Now this has me wondering how you would be able to reverse something like this to get something like:

>>> 'Straße'.upper().lower()

'straße'

instead of:

>>> 'Straße'.upper().lower()

'strasse'


The conversion is lossy since lowercase ss (e.g Gasse) is valid and common German and capitalizes to SS as well. Short of the call learning some German, there's no neatly reversing this.


There are even cases where it is context-depedent: Maße (measurements) and Masse (mass). Both are written MASSE uppercased, but how do you know which one's which?

For additional fun: Swiss German doesn't use ß at all, so there is no difference between "in Maßen genießen" (to enjoy in moderation) and "in Massen genießen" (to enjoy in large amounts).


Swiss German doesn't use ß at all

TIL! I googled my way to a fun summary of the various factors potentially influencing this:

https://german.stackexchange.com/questions/56567/why-was-%C3...


Making X.upper().lower() return X.lower() is doable with an expanded string type that keeps track of more context, such that modifiers don't apply until the final output.
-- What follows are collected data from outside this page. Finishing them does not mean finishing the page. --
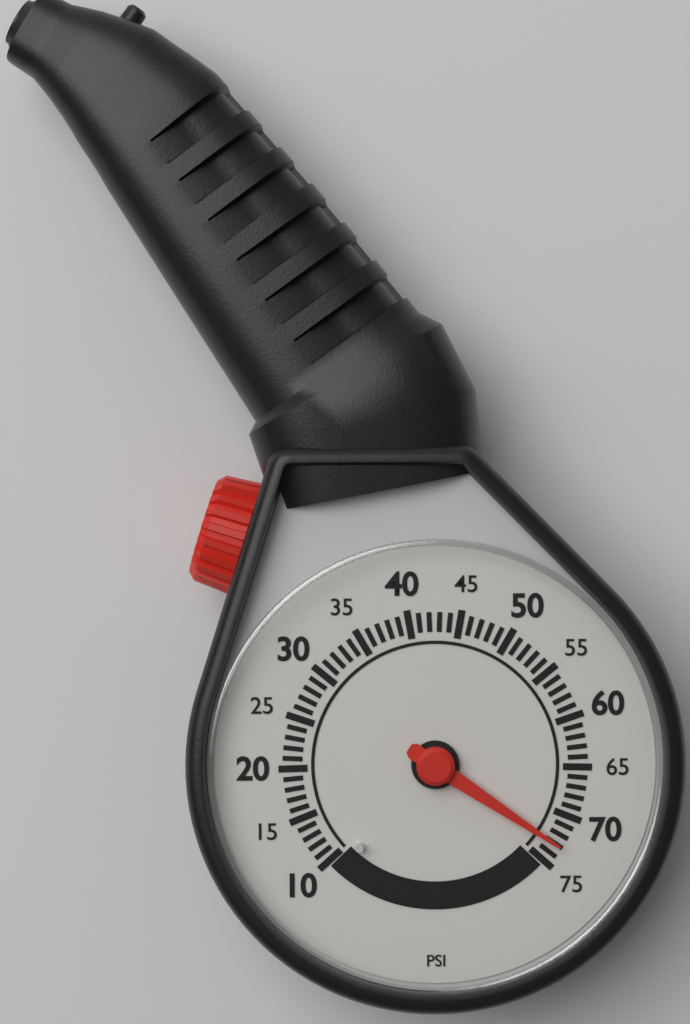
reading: 73 psi
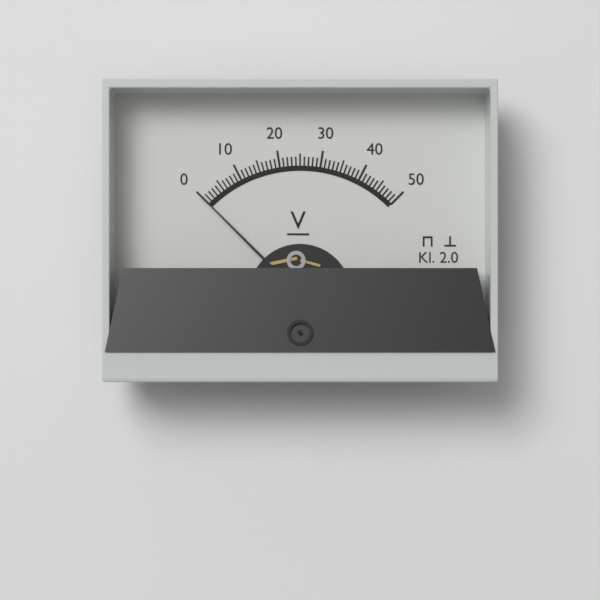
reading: 0 V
In that case, it would be relatively simple to say that with multiple upper and lower calls, only the last survives.

Making 'STRASSE'.lower() return 'straße' requires that the caller have knowledge of the written language in us and a lookup through a language dictionary. IIRC, not all German words with two consecutive 's' es are properly written with an 'ß', and I don't know much about other languages that use that character. Blindly changing any SS to ß on lowercasing isn't what anyone wants, but rarely are strings annotated with the written language they contain, and it gets worse because strings can contain multiple written languages, which is only extremely rarely annotated.


You could plausibly capitalize the ß into one of the homoglyphs for S. Then, lower() could detect the homoglyph and know how to lowercase it. This will have some side effects, though (e.g. a doubled lowercase version of your homoglyph will now not round-trip).


You can't without out-of-band information.


you can't


Use str.casefold() if you're using str.upper() or str.lower() for comparisons.